The Discreet Charm of the Bourgeoisie (40th anniversary)
The Discreet Charm of the Bourgeoisie
(Luis Bunuel, 1972)
Rating: 4/5
Reviewed by Dave Lancaster
Summary: A rollicking patchwork of surrealism, Bunuel's 'The Discreet Charm of the Bourgeoisie' is still fresh 40 years on and now benefits from a wonderful remaster.
In 1962, Luis Bunuel created a surrealist masterpiece called 'The Exterminating Angel' which revolved around upper class dinner guests who find that they can't actually leave the party. 10 years later, Bunuel created a companion of sorts: 'The Discreet Charm of the Bourgeoisie' again follows the upper class and their dinner table adventures, but this time six members of the bourgeoisie keep on getting interrupted and don't actually get to have their meal.
That's pretty much it plotwise, but Bunuel knows how to contort stiff character types into wild men and create dreams and absurdity out of very little. The result is as delicious as it is pretentious.
The characters are split between two sectors: businessmen with political connections flanked by their loose wives and then members of the military and the police. The latter are treated as ghosts and firm men; the former are revealed as fakes and white collar criminals. The best character in the film doesn't fall into either camp: a bishop who gets off on gardening for the rich.
Bunuel is playing with us. One notorious scene has the dinner guests sit down to a meal only for a red curtain behind them to open and reveal that they're on a stage. The chicken served is rubber, the whisky is cola and worse than all that, the guests don't know their lines. In the presence of an audience who see them as they are, the bourgeoisie crumble.
The 40th anniversary print has been remastered brilliantly, save for a few minor scenes. Try to catch it on the big screen for its June 29th cinematic re-release. If not, the Blu-ray hits shelves for the first time July 16th and features a critic's examination of the film as a bonus.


*THE PROBLEM*: In the data, extract each line that holds the string "cookies".

*EXTRACTED RECORDS*:
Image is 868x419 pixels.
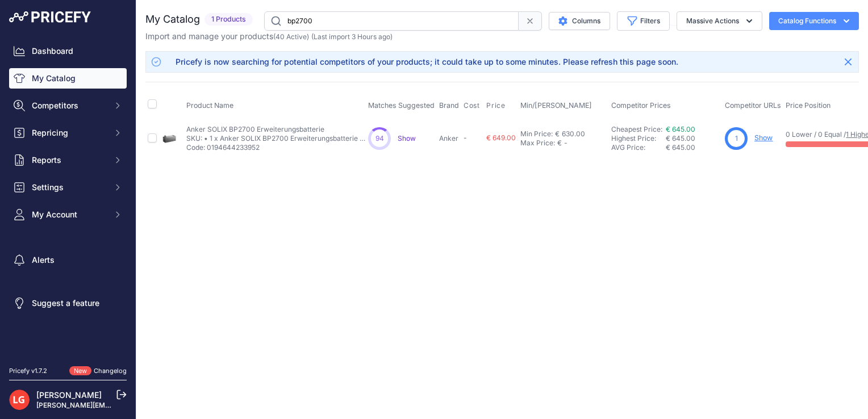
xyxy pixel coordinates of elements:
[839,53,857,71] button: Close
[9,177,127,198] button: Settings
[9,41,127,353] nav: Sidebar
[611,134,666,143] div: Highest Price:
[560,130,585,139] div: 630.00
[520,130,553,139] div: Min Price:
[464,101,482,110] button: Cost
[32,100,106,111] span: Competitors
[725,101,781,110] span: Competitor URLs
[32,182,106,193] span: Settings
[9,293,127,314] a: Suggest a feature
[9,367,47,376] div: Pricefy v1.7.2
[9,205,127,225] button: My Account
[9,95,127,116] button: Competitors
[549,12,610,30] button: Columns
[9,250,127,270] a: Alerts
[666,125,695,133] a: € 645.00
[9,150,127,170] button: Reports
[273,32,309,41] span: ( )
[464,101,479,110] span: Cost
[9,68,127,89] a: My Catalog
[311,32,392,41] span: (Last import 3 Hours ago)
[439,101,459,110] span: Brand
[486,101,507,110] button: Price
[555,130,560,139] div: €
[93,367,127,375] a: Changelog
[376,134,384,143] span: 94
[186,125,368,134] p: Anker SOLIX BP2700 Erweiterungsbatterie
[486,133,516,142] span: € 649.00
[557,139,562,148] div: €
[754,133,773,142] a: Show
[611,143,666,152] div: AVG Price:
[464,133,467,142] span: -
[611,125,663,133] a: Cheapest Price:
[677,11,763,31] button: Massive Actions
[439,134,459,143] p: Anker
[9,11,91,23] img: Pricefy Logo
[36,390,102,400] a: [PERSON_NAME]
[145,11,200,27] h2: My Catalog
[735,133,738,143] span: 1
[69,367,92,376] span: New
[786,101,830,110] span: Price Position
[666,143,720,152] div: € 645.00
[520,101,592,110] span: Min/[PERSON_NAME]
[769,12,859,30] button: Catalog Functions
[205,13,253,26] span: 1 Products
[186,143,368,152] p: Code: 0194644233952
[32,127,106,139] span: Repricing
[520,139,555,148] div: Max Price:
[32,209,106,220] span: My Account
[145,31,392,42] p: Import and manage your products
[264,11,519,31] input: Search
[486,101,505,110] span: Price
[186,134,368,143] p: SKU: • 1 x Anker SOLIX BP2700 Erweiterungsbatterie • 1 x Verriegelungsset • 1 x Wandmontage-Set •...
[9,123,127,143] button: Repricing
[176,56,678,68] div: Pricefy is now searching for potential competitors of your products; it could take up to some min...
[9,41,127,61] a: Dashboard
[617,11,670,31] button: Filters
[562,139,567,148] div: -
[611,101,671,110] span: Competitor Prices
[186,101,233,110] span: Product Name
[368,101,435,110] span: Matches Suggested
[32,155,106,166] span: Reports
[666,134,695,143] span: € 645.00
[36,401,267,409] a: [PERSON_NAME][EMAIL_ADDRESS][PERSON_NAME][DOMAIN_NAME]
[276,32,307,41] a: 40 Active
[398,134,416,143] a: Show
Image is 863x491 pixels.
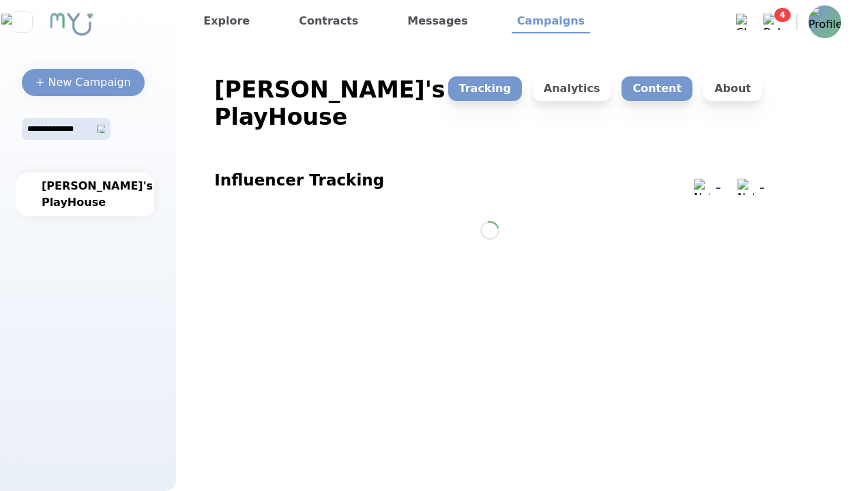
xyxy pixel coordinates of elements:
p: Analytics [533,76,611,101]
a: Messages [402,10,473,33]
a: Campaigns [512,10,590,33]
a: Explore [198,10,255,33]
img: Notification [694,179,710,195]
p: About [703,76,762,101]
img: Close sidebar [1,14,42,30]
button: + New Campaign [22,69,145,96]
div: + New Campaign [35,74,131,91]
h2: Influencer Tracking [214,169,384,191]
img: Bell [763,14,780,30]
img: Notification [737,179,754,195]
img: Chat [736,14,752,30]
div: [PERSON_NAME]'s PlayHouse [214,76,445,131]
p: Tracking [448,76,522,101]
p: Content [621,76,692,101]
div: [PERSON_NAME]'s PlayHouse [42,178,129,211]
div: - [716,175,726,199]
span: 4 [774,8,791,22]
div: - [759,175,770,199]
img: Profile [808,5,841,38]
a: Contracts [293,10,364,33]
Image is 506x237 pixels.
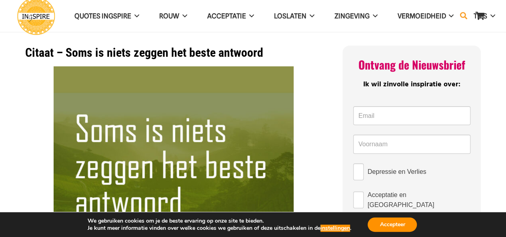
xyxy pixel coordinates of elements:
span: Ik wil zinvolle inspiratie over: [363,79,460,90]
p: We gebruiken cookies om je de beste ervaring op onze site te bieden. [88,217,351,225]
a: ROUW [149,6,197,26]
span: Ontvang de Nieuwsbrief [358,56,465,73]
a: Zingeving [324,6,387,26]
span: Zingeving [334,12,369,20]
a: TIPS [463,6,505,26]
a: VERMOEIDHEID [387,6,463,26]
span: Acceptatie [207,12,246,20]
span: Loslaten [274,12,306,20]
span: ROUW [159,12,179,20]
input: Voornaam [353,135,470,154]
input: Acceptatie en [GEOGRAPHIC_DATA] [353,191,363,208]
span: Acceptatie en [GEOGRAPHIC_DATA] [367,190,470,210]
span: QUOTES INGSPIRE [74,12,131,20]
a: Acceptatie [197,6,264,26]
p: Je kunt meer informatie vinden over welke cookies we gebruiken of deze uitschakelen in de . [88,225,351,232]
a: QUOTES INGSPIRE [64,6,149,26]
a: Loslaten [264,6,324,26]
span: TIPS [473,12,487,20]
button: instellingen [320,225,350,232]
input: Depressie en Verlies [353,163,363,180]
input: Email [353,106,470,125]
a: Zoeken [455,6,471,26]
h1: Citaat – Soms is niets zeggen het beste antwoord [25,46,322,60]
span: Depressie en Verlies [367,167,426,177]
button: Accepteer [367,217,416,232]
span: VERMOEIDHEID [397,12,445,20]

*PROBLEM SOLUTION*:
p: We gebruiken cookies om je de beste ervaring op onze site te bieden. [88,217,351,225]
p: Je kunt meer informatie vinden over welke cookies we gebruiken of deze uitschakelen in de . [88,225,351,232]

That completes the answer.